Wednesday 31 July 2013

NHS prescriptions surge to 1 billion in a single year

An incredible milestone has been reached, with a record 1 billion NHS prescriptions dispensed within a single year for the first time ever in England, according to new statistics compiled by the Health and Social Care Information Centre (HSCIC).

The figure was met during 2012 across England and represents a 62% surge from the previous decade, when 383.5 million items were dispensed. The billion prescriptions dispensed is the equivalent of 2.7 million items each a day, or over 1,900 a minute.

Other figures in a report released by the HSCIC show that on average the NHS dispensed 18.7 items per person in 2012, whilst in 2002 it was just 12.4 per person. Moreover, the net cost per item has dropped from £11.10 in 2002 to £8.50 in 2012.

It is believed that an increasingly large and aging population are behind the increase in prescriptions as well as more patents beginning to expire and inexpensive generic alternatives becoming available.
For example, the net cost of the cholesterol-boosting medication atorvastatin (marketed as Lipitor by U.S. Pharmaceutical giant Pfizer) dramatically dropped during 2011 and 2012 from £310.9 million to £166.6 million.

Since then, Pfizer have also lost the UK patent for Viagra, meaning certain other pharmaceutical companies are able to produce an erectile dysfunction medication that contains Viagra’s active ingredient sildenafil citrate, at a significantly lower cost to the patient. Sildenafil Teva and Sildenafil Actavis are two such examples to emerge since the UK Viagra patent ended on June 21.
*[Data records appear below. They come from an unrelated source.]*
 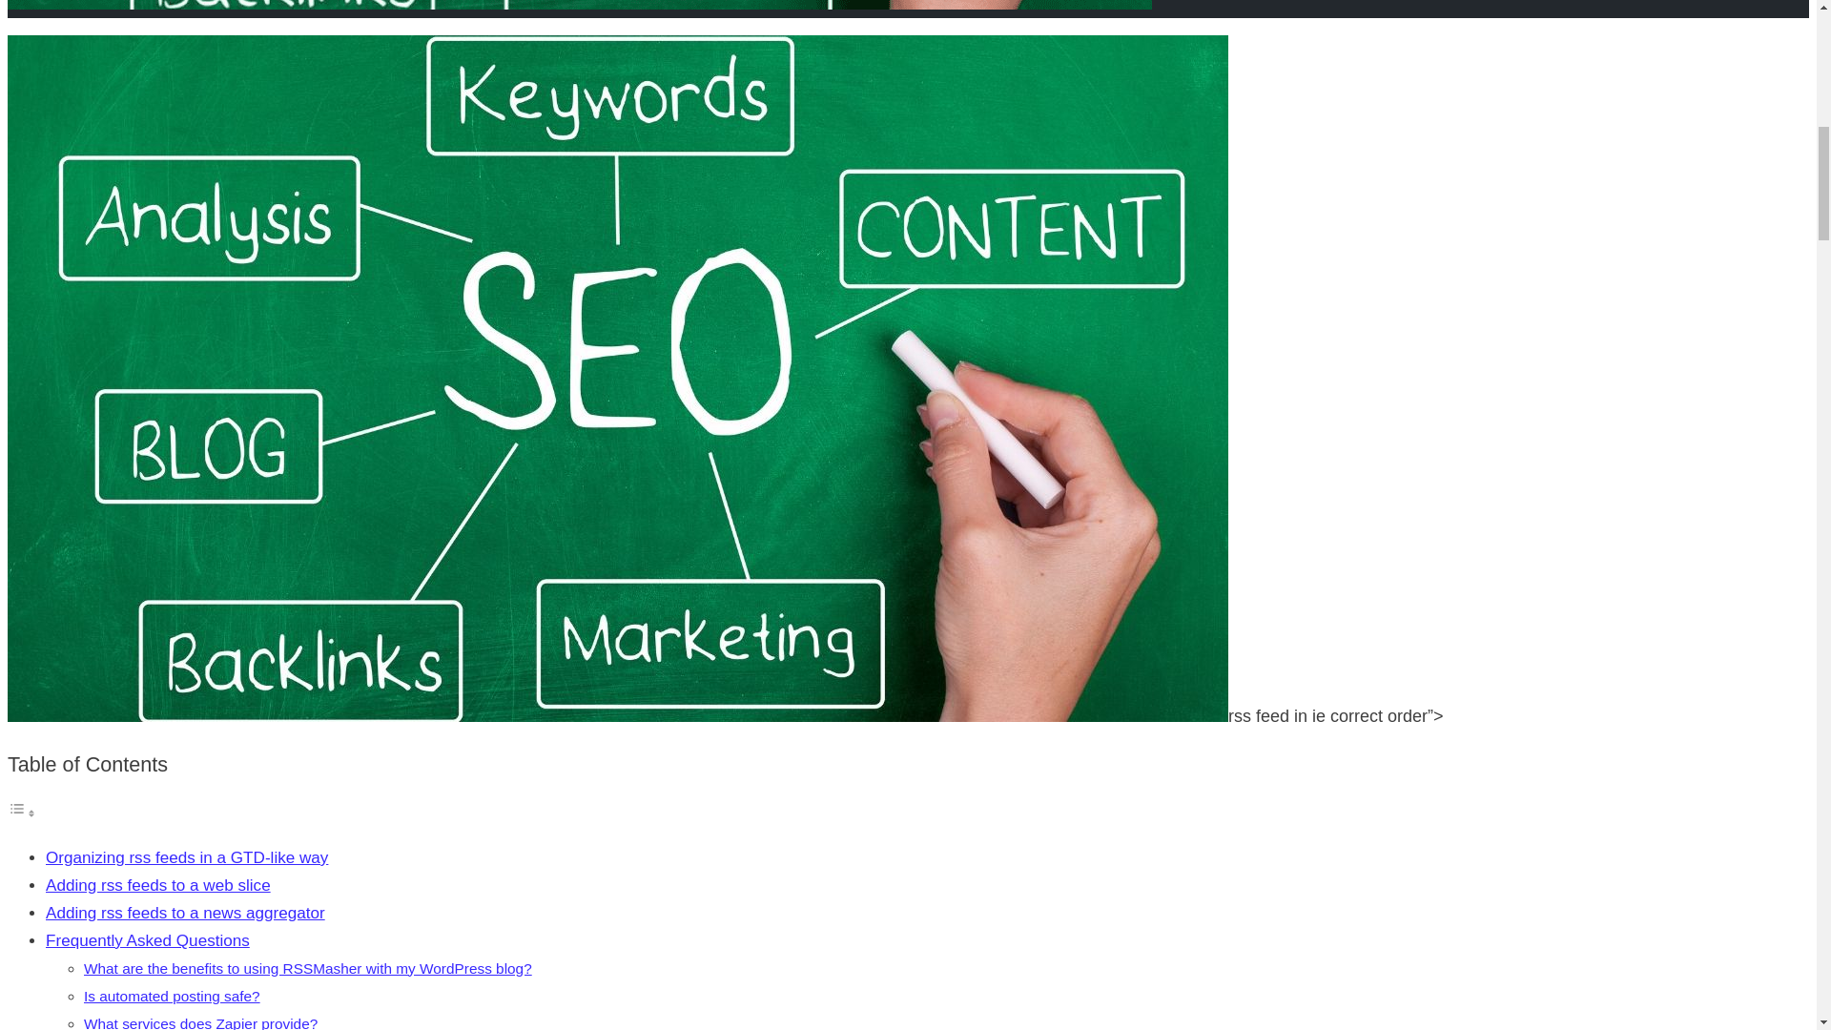 I want to click on Frequently Asked Questions, so click(x=172, y=996).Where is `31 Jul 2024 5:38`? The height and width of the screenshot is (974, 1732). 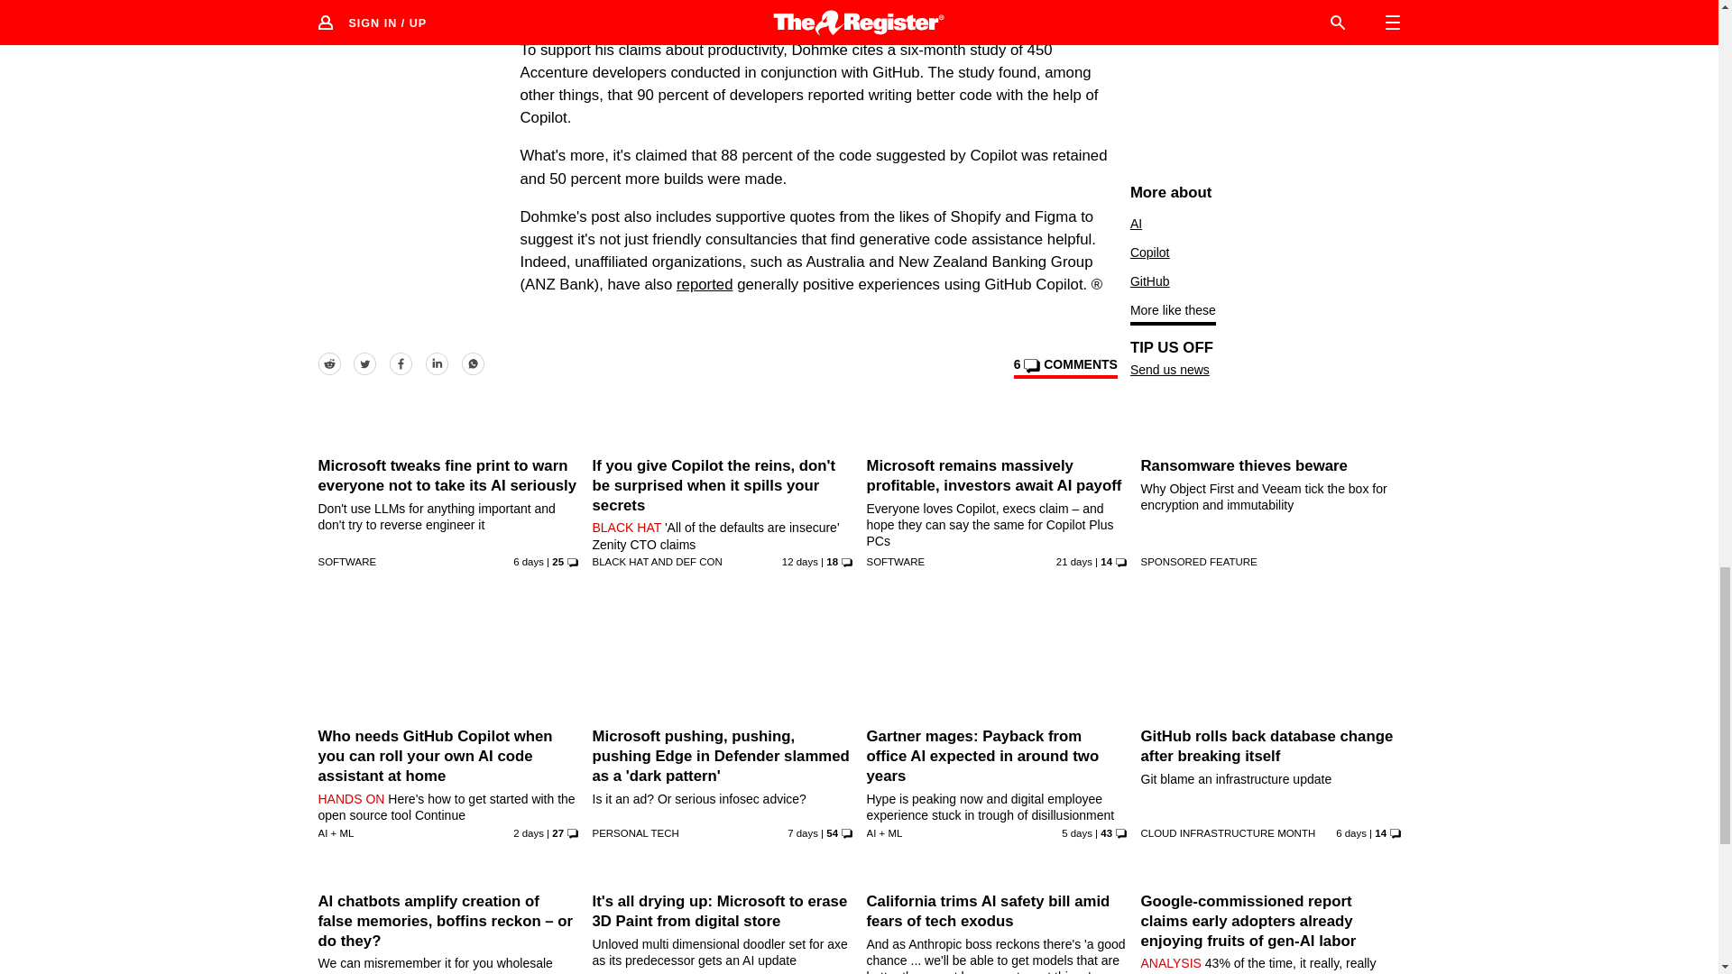
31 Jul 2024 5:38 is located at coordinates (1074, 561).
In what could be a testament to Britain’s burgeoning obesity crisis, for the sixth consecutive year diabetes prescriptions were the biggest cost by treatment area, costing £768 million in 2012 – representing a 2.2% (£16 million) increase from 2011.

Since 1996 the number of people diagnosed with diabetes in the UK has risen from 1.4 million to 2.9 million, of which an estimated 90% are believed to have type 2, which can be caused by either being overweight or obese. Health experts predict that by 2025 5 million people in the UK will have diabetes.
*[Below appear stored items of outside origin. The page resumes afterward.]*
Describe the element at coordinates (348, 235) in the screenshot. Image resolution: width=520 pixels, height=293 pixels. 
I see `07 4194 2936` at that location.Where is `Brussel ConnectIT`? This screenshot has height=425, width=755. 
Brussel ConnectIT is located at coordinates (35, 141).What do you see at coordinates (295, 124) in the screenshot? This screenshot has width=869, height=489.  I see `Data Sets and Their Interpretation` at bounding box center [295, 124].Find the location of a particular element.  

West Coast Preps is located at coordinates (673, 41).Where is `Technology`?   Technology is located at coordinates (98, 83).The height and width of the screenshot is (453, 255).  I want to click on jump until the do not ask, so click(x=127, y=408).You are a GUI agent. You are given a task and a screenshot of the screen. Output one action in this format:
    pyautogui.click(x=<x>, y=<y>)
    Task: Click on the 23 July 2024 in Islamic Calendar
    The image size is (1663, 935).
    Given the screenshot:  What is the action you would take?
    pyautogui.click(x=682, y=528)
Commenting on the prescription increase, HSCIC chairman Kingsley Manning said: “For the first time, one billion prescription medicines have been dispensed to our communities in just one year. This figure reflects a continuing upward trend in prescription numbers, which is in contrast to a recent fall in total net cost. Total costs have fallen for the second year running and are now at 2009 levels. Our report shows that, while people on average now receive more prescription items, the cost of these per head has dropped in the last two years.”
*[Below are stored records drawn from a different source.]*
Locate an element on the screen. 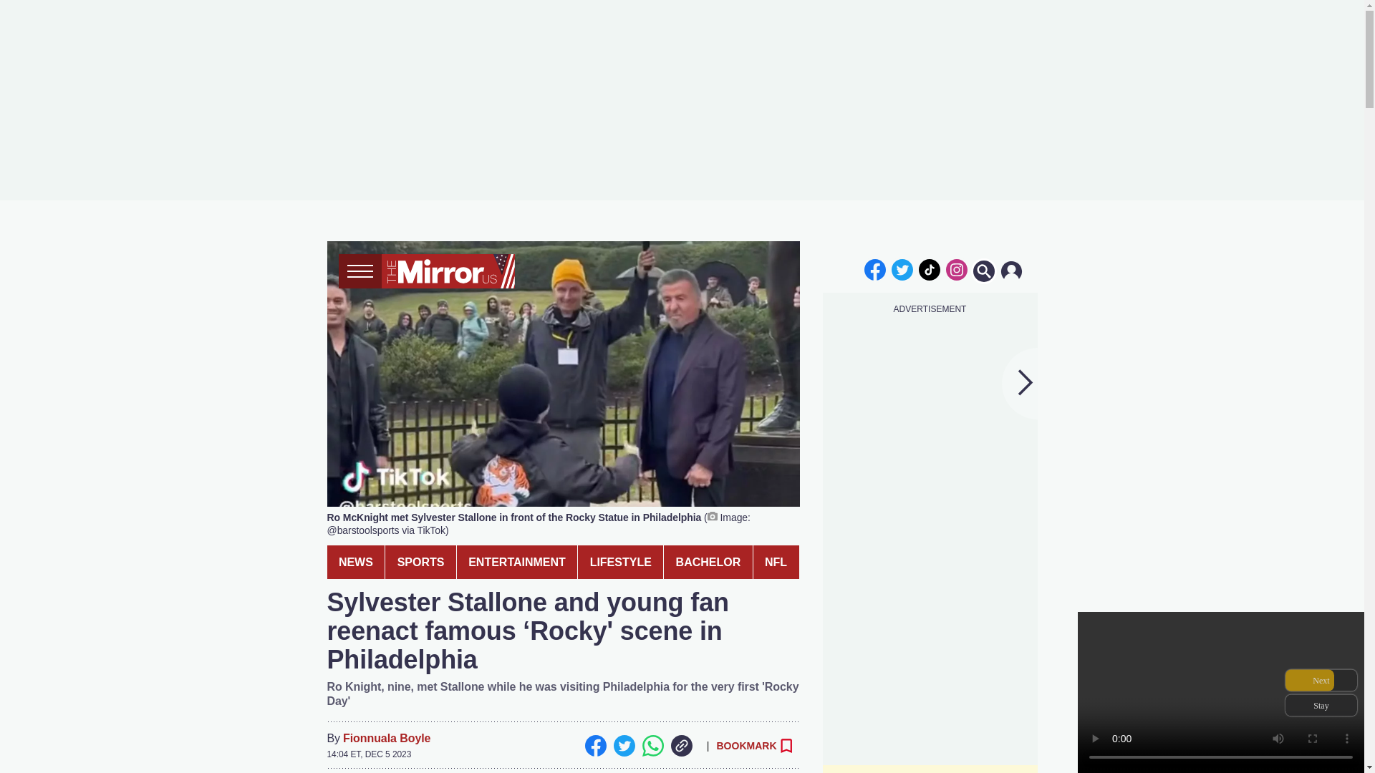 Image resolution: width=1375 pixels, height=773 pixels. tiktok is located at coordinates (930, 269).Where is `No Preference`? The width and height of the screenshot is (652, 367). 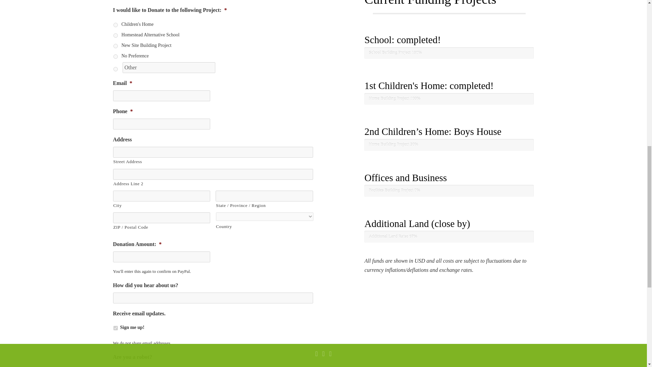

However, the figures also demonstrate a ‘notable’ rise in the number of antibiotics prescribed – which is causing huge concern. The Government’s chief medical officer has previously spoken of fear that the body’s increasing resistance to antibiotics is one of the biggest threats to modern health.

Professor Dame Sally Davies said many drugs are unnecessarily dished out for mild infections or illnesses and this helping to create a resistance to them, warning that even routine operations such as hip replacements could become fatal if we lose the ability to fight off infection.